Detractors hurled similar insults at both men. President Trump has wrongly accused Biden of being a socialist many times; Roosevelt was called “a socialist, not a Democrat” by one critic, while a GOP congressman called the New Deal “undisguised state socialism.” Former New York Governor Al Smith said his government had the stench of “the foul breath of Communist Russia.”
Biden is well aware of the similarities. In several recent interviews, he has cited the Roosevelt presidency as an inspiration for what he hopes to achieve and how he wants to do it. “There’s no such thing as guaranteed democracy,” he told Brene Brown on her podcast, explaining how writer Walter Lippmann had encouraged FDR to impose a dictatorship in order to pull America out of the Depression, and FDR had resisted the call. “There’s nothing automatic about this,” Biden said. “We have to earn it every single generation.”
Both men are more practical than ideological. When asked about the philosophy behind the Tennessee Valley Authority, Roosevelt said, “It’s neither fish nor fowl, but whatever it is, it will taste awfully good to the people of the Tennessee Valley.” Biden, too, has embraced an elastic style of politics. “I’m kind of in a position that FDR was,” Biden told The New Yorker in an interview in July. “What in fact FDR did was not ideological, it was completely practical.”

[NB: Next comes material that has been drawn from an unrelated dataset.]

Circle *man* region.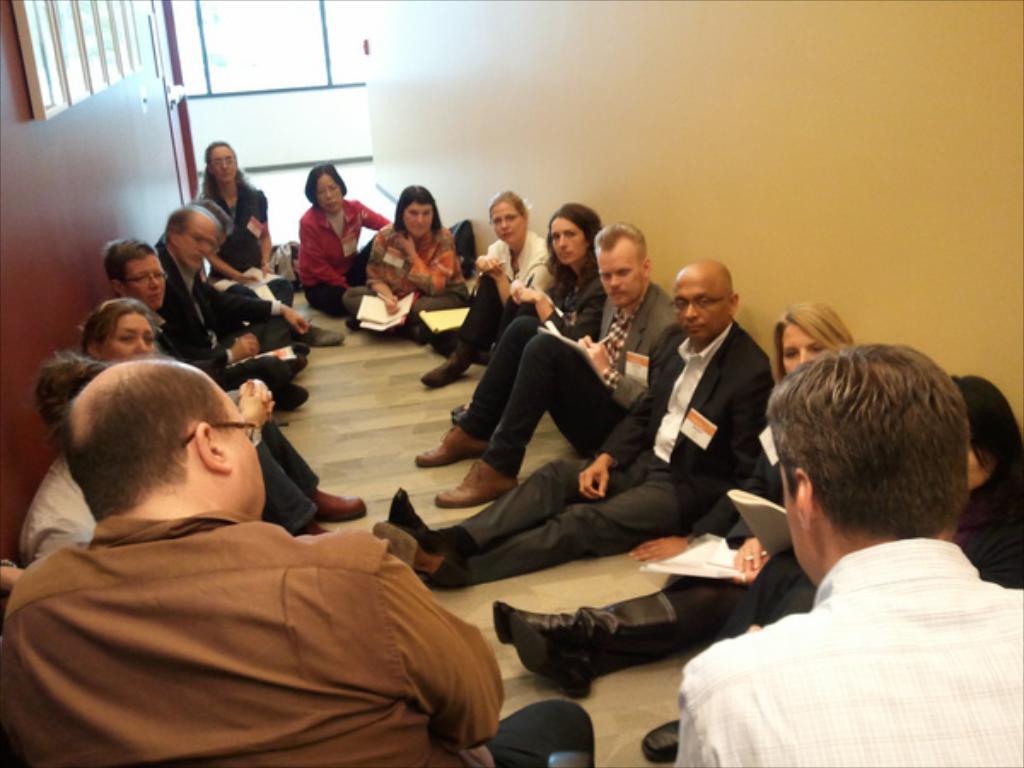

At his speech in Warm Springs, Biden repeated an old legend about Roosevelt: a man collapsing in grief when FDR’s funeral procession passed. “Did you know the President?” somebody asks the man. “No,” the man says. “But he knew me.”
Seventy-five years after Roosevelt’s death, Rep. Jim Clyburn echoed those words in referring to Biden. “I know Joe, we know Joe,” Clyburn said in a speech endorsing Biden ahead of the South Carolina primary. “But most importantly, Joe knows us.”